How can Palestinians resist the brutality of the Israeli military government. How can they survive it? One Palestinian journalist, a friend for the past year told me, “We chose non-violence and they occupied our kitchens.”
There are about 9,000 Palestinian political prisoners in Israeli jails. Last night Israeli soldiers abducted 14 more. Since Sharon was re-elected Israeli soldiers have killed 28 Palestinians. This is just in the past eight days. In the last two months Israeli soldiers have murdered 72 Palestinians. This means that the Israeli military kills four Palestinians a day.
“All night it was explosions and shooting. They just shot everywhere to ruin the house. They exploded the door but everyone was sleeping. It was just the children in the room, just the small children. No one even knew what was happening. They put everyone outside in the cold and finished shooting the entire house. The buildings, my aunt has two, they’re five floors, so ten families, they destroyed everything. They grabbed G— and threw him, hit him. He said he is a doctor and what do they want from him. They called him a liar and hit him again. This after what happened yesterday.” This was last night in her family’s home.
Yesterday she was visiting with a friend when Israeli soldiers broke in the door and started grabbing people. “I thought they were going to kill all of us. They humiliated us. They took his clothes off in front of everybody.”
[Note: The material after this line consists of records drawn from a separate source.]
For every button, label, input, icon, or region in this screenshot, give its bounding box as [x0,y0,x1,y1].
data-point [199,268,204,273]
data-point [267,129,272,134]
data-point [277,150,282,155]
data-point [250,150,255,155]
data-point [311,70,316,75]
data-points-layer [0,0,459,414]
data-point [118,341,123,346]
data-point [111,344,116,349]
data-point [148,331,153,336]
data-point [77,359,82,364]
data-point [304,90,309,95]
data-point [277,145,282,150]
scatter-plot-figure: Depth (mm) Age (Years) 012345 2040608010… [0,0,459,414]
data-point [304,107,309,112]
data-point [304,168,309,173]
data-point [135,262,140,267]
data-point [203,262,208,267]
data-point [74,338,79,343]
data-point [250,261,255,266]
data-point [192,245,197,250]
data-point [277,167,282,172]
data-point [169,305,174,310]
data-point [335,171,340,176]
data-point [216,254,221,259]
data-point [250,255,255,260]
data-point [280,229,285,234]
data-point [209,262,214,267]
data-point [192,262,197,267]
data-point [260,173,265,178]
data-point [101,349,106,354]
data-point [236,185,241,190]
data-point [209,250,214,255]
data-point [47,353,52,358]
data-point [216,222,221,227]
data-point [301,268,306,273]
“Haram,” she says lightly and gives a small smile, thinking of G—, the man she is engaged to. “He just came over last night to bring sweets, to celebrate because he passed his driving test, you know. It was the first time he said I miss you too much, I must come…” she stops talking and starts crying. Her tears roll only for a second. Most people don’t cry here. There’s too much to cry over, they can’t. If they started I don’t think they could stop.
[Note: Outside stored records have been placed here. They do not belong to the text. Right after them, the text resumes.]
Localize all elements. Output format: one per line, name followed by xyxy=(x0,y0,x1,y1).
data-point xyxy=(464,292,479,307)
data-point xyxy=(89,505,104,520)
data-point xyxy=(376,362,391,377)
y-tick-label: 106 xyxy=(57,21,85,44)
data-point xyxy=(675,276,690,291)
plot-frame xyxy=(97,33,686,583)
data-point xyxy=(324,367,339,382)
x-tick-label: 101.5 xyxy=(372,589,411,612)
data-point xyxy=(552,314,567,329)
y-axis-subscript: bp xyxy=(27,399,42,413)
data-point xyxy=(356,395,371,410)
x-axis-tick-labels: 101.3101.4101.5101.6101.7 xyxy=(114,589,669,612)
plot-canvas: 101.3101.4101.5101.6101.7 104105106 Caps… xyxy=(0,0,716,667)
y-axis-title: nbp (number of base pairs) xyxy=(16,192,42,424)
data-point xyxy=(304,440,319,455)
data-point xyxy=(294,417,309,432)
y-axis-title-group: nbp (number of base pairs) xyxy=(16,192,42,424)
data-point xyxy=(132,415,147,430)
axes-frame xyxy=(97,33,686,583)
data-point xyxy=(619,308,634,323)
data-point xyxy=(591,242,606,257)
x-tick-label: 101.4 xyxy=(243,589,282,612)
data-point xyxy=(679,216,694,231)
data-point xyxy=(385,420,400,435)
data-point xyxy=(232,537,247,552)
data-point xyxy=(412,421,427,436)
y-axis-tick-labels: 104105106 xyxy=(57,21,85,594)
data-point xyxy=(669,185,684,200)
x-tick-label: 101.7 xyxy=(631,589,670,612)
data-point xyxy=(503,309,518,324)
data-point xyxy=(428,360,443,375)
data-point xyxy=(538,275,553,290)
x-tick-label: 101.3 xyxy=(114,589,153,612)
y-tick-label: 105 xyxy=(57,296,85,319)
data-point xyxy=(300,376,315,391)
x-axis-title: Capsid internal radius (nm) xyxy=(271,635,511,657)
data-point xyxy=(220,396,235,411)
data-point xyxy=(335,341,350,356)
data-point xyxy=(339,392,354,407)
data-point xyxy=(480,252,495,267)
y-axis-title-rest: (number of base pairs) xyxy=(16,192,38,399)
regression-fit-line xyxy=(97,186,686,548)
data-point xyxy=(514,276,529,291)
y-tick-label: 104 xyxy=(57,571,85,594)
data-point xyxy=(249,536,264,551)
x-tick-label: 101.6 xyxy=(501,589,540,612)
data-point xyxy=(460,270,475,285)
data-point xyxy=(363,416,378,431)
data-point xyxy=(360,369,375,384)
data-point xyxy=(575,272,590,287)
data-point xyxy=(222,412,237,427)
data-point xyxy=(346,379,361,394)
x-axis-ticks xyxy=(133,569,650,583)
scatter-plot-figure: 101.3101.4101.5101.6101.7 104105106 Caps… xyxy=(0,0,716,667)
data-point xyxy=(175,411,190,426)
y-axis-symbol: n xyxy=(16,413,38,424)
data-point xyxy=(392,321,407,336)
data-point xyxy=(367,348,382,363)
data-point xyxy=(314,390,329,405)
This is a young Palestinian woman who lives in Beit Sahour, just outside of Bethlehem. She’s at work, shaken, but it’s normal enough that she goes to work anyway. She’s breaking curfew to be in her office, in the NGO she works in. The Israeli military government declared curfew on the people of the Bethlehem area again. She told me once proudly, “We are the curfew breakers.” To go to work, to visit a friend, to buy bread or oranges, is an act of resistance.
A man tells me, “It’s funny, there’s life in Bethlehem. My fiance is at work. Just the shops are closed, and the schools, and the buses.”
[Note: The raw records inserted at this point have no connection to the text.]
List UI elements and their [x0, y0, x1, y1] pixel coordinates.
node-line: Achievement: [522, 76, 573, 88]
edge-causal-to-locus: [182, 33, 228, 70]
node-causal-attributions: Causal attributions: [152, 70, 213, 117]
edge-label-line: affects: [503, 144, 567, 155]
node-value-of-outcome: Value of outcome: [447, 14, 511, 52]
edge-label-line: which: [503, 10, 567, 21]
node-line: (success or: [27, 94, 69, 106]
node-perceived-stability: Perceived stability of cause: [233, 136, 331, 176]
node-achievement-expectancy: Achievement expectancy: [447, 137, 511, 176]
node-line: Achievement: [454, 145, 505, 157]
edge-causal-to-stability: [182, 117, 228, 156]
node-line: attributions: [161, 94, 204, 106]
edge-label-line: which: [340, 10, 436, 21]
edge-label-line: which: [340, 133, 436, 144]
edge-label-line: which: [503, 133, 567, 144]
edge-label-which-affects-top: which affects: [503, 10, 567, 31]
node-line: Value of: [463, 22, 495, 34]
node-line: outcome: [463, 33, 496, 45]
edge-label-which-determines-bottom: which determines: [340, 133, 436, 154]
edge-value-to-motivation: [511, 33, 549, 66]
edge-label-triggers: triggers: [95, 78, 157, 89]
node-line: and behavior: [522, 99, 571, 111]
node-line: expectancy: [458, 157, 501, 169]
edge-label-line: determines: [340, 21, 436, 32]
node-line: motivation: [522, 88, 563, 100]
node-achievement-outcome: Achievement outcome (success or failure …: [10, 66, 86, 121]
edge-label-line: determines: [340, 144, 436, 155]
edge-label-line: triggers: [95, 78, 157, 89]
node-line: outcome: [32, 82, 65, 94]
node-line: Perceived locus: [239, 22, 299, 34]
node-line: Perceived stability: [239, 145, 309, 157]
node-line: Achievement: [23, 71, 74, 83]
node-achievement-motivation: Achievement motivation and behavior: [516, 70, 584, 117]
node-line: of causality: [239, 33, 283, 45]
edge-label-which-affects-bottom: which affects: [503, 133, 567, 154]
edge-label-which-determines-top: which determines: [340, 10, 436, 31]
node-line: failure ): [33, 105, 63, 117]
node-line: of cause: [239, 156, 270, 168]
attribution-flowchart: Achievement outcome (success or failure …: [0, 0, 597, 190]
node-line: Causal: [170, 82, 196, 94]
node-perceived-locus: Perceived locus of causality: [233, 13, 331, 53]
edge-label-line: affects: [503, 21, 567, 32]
My phone rang all night. I’m visiting friends in Bethlehem. A friend calling to say that there are Israeli soldiers surrounding the building where he works the nightshift. He’s only worried, wondering if everyone is okay in the camps. In the camp the people sit up all night listening, trying to move to where it is safe. Friends are calling from the hospital in Gaza where I live, telling me more about the devastation there. The other night Israeli soldiers shot two nurses in Al-Awda Hospital and destroyed much of the its infrastructure just down the street. Attacking hospitals is in direct contradiction to international law. A woman, over 50, living in one of the middle camps in the Gaza Strip, didn’t hear the Israeli soldiers who yelled at her to leave her houses. They decided they wanted to blow up her home. They decided to terrify her and make her homeless. Instead they killed her. Friends are calling from Rafah, more houses are demolished, the Israelis won’t stop shooting. Two more kids are dead. My friends in the water municipality tell me that more pump stations are destroyed and more wells are contaminated. Just in Rafah its at 60 percent without water. This is ethnic cleansing and in all cases of ethnic cleansing, a great deal of effort goes into makeing the public think those being cleansed are bad, are evil, deserve it, are terrorists. I saw the little boy who Israeli soldiers shot in one of the camps. He is on permanent crutches, no more than 50 pounds. He and his friend threw stones at a heavily armoured Israeli tank. He is permanently maimed, his friend is dead. The kids in the camp don’t have school again today. Only 50 percent of the entire last year was not under curfew in this area. This generation is being killed before they have half a chance to live.
Kristen Ess is a political activist and freelance journalist from New York City, who has lived in the West Bank and Gaza since March 2002, where she does solidarity work and reports for Free Speech Radio news and Left Turn magazine.